I’m Catholic and, today, Sunday 8 June, 2025, it’s Pentecost Sunday, when the first reading at Masses is from the Acts of the Apostles (2 : 1-11) which details the first time the Apostles are filled with the Holy Spirit and are gifted with the ability to be understood by people from different nations, speaking different languages. The Apostles are speaking Galilean but the “devout men from every nation” hear them in their own language, wherever they are from.
How amazing this would be, to be able to communicate to everyone without needing to learn other languages. Although this really would be the demise of university language departments, not to mention French GCSE. But I’ve been thinking not only of different languages today but of different ideas and viewpoints. One reason I’m particularly thinking about this is a poetry reading and Q&A event I went to last Friday by Palestinian American writer and translator Fady Joudah, who read poems from his 2024 book […] published by OutSpoken Press.

Many of the poems share the book’s title, […] which is best explained by the writer on OutSpoken’s website:
“I wrote the bulk of this collection between October and December of 2023. I could not imagine a title for the book or for most of its poems in a time of extermination. The text of the poems already says enough. The text also betrays a necessary silence. And yet the silence in the book is the silence that the reader, listener, recipient should practice. In some moments I share this silence with them, and they with me. In many moments, however, the silence is solely their task. The ellipsis in brackets highlight the space in which a Palestinian speaks and others listen.”
Therefore, on Friday, during an audience Q&A, it was more than excruciating when one audience member tried to correct Fady Joudah on his comment that the West is largely ignoring a genocide taking place in our time ("…but how can this be the case when me and all of my friends...") and another wanted to hold him to account for the inaction of the Arab world (“…and what about…”).
I’m sure that both people, both white British, and many in the audience, would say the interjections were ‘well-meant’ and ‘not malicious’ - and I’m sure this is the case - but today I’m wondering if this is enough or is any kind of excuse for the words leaving their mouths. Is it enough to say we support a cause, and even to seemingly actively support a cause by attending events, donating to charities, marching, signing petitions, writing to our political representatives, making art in support - when we are nevertheless prepared to disagree, even gently, when someone, in this case a Palestinian, tells it like it is? Perhaps Jesus might say that what’s missing is the core message of the Gospels - love for our fellow humans. To love and respect someone is to be prepared to step back and listen - it might include the “task of silence” that Fady Joudah speaks about. But it’s clear that silence is hard for a culture used to doing all the talking.
Reading the Acts of the Apostles extract in my Catholic Truth Society Sunday Missal today I was taken with this introduction by the late Pope Francis:
Deep down, in their hearts, the disciples needed to be changed. Their story teaches us that even seeing the Risen Lord is not enough, unless we welcome him into our hearts.
So, is this saying that the “devout men from every nation” heard God’s message in their own language because their hearts were open to welcoming that message? “Harden not your hearts today, but listen to the voice of the Lord” reads the Gospel Acclamation on Ash Wednesday, the first day of Lent which precedes the season of Easter which ends today, Pentecost.
What a mishmash of ideas you’re reading, written by a practicing Catholic and featuring a book of poems by a non-practicing Muslim (he told us).
Listening is a skill that takes a lifetime to learn, I've realised. I’m certainly still learning. The reading was wonderful. It made me think and sometimes cry. I bought the book. I’ve included a poem below. It’s on the back of the book. Fady Joudah explained that it’s a poem in conversation with Refaat Alareer’s poem ‘If I Must Die’ - which went viral after the poet’s death and, as Joudah pointed out, was written *12 years* before Refaat Alareer was killed by an Israeli airstrike in December 2023. “You celebrated a dead Palestinian poet,” he commented on the poem’s virality.
TL;DR it’s a long time since I’ve written any kind of blog and I’m still assembling my thoughts. Peace be with you and thanks for reading.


*Work required*. Restate word for word the lines beginning with the one that contains "Screen resolution is w=768, h=1024." and ending at the bottom of the records below, both included.

** Materials provided follows **

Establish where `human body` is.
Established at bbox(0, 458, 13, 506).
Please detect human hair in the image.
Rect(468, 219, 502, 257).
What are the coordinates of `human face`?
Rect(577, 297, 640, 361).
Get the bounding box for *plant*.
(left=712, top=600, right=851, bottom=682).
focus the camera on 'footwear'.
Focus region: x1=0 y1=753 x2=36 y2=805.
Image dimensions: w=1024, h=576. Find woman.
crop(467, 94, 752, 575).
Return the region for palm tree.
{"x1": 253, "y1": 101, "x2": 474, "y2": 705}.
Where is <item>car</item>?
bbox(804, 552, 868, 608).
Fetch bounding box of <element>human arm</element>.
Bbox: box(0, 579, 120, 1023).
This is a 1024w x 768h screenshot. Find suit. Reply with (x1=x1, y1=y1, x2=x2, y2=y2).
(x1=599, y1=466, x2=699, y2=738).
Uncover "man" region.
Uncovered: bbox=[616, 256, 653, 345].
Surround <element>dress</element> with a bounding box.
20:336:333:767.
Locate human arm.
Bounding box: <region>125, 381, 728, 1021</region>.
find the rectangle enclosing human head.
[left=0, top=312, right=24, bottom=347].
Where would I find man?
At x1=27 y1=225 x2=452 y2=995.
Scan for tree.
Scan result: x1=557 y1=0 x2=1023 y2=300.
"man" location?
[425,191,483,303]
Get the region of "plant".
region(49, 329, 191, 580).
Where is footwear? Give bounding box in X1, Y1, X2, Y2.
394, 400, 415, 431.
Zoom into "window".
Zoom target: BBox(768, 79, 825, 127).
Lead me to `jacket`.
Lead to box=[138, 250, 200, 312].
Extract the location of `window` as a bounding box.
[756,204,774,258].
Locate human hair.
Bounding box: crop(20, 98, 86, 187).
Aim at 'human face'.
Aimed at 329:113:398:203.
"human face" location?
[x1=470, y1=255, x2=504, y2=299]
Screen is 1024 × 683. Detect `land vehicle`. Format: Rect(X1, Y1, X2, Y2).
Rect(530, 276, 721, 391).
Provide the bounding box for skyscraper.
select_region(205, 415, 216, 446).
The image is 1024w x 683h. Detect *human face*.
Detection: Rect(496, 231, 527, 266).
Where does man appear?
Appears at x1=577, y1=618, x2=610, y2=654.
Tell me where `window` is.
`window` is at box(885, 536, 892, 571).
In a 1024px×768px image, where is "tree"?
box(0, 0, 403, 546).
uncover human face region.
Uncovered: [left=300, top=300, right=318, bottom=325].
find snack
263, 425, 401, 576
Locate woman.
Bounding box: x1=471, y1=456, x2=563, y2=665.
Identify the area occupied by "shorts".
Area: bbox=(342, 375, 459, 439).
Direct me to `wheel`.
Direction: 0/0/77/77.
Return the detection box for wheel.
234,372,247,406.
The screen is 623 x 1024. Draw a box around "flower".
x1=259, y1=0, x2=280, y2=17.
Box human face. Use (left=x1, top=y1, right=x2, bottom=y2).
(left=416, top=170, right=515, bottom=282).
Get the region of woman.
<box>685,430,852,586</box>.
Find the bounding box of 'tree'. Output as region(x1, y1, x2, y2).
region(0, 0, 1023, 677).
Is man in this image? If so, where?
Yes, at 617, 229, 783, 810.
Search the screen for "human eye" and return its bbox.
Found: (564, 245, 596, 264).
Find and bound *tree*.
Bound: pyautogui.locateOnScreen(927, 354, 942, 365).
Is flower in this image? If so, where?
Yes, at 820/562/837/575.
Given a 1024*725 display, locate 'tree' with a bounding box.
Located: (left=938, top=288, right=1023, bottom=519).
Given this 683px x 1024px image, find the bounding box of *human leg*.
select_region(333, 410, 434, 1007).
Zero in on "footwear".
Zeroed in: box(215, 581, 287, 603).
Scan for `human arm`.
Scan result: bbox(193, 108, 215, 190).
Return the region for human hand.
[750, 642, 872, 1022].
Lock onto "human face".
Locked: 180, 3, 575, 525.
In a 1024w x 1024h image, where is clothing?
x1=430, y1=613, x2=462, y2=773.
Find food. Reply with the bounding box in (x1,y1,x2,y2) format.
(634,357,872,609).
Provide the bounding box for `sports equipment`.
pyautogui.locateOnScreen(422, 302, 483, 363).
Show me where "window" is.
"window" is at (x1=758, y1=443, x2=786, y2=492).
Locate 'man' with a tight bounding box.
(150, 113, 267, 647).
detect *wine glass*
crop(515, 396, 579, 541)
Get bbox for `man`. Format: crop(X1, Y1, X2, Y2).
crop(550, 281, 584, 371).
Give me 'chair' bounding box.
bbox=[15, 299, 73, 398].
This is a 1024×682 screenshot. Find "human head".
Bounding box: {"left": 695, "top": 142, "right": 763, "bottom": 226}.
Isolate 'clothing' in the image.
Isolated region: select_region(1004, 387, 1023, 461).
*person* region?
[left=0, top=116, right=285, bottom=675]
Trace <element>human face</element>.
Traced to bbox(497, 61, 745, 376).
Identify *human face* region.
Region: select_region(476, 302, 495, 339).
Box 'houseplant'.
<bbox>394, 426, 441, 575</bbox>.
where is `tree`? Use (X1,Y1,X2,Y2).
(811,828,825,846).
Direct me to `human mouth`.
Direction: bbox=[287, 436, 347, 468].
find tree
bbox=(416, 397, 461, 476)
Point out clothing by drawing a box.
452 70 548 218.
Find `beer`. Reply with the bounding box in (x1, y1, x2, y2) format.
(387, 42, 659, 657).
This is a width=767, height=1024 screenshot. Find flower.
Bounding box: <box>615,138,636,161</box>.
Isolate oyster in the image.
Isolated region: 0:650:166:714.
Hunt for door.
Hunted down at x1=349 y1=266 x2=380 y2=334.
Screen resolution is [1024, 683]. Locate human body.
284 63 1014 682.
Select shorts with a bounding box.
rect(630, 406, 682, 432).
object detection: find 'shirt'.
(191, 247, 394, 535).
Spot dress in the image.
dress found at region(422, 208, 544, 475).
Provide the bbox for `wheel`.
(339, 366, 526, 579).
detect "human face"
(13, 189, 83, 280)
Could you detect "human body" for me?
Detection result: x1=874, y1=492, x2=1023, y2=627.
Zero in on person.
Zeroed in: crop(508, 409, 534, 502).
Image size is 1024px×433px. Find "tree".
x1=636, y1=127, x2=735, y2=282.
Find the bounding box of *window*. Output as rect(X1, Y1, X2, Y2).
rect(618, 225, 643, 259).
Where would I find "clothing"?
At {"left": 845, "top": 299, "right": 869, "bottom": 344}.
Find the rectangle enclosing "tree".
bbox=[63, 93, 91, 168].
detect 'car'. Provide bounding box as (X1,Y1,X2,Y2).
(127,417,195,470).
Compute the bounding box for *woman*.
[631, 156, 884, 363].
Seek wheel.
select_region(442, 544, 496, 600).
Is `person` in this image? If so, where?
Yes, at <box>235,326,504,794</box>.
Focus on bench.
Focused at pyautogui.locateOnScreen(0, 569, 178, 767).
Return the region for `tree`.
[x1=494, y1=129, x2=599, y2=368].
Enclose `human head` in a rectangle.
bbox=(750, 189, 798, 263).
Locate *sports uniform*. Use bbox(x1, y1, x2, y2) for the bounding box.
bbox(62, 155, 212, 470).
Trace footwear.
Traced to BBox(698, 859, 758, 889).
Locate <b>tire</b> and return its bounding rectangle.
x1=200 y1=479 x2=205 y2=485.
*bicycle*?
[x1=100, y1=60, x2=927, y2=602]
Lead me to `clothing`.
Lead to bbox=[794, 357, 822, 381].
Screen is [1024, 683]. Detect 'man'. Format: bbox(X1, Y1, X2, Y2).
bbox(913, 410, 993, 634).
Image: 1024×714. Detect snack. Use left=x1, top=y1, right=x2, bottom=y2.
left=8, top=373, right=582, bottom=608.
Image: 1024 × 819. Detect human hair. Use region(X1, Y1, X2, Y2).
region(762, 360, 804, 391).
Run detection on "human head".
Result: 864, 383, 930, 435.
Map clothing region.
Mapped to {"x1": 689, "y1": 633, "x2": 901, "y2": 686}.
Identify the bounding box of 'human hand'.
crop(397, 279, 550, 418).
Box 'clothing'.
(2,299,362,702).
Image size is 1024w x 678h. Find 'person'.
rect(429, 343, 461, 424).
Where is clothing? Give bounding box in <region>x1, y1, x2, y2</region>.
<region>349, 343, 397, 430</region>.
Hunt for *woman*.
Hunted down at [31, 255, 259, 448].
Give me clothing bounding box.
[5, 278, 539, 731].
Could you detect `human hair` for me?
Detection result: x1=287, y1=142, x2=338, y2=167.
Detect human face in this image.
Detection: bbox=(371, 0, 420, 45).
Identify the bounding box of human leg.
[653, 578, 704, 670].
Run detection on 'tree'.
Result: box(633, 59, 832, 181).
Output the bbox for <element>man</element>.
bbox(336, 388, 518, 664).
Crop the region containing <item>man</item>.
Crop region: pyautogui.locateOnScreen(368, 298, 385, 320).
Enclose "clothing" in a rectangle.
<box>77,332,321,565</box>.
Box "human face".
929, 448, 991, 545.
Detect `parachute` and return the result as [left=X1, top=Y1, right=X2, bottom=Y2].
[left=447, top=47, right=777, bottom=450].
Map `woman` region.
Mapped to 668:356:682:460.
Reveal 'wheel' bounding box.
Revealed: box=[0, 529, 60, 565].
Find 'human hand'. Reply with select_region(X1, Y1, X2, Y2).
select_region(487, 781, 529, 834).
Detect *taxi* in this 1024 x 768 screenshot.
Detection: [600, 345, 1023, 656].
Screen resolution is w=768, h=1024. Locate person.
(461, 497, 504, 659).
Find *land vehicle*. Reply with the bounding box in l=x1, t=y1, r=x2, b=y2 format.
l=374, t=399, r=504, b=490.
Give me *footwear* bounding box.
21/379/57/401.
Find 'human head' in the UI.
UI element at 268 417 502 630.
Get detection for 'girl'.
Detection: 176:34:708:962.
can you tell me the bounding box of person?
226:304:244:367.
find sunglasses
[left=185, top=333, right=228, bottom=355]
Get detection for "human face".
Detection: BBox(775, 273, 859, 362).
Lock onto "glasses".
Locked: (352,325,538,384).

** End of Materials provided **

*Reply*.
Screen resolution is w=768, h=1024. Locate person.
(461, 497, 504, 659).
Find *land vehicle*. Reply with the bounding box in l=x1, t=y1, r=x2, b=y2 format.
l=374, t=399, r=504, b=490.
Give me *footwear* bounding box.
21/379/57/401.
Find 'human head' in the UI.
UI element at 268 417 502 630.
Get detection for 'girl'.
Detection: 176:34:708:962.
can you tell me the bounding box of person?
226:304:244:367.
find sunglasses
[left=185, top=333, right=228, bottom=355]
Get detection for "human face".
Detection: BBox(775, 273, 859, 362).
Lock onto "glasses".
Locked: (352,325,538,384).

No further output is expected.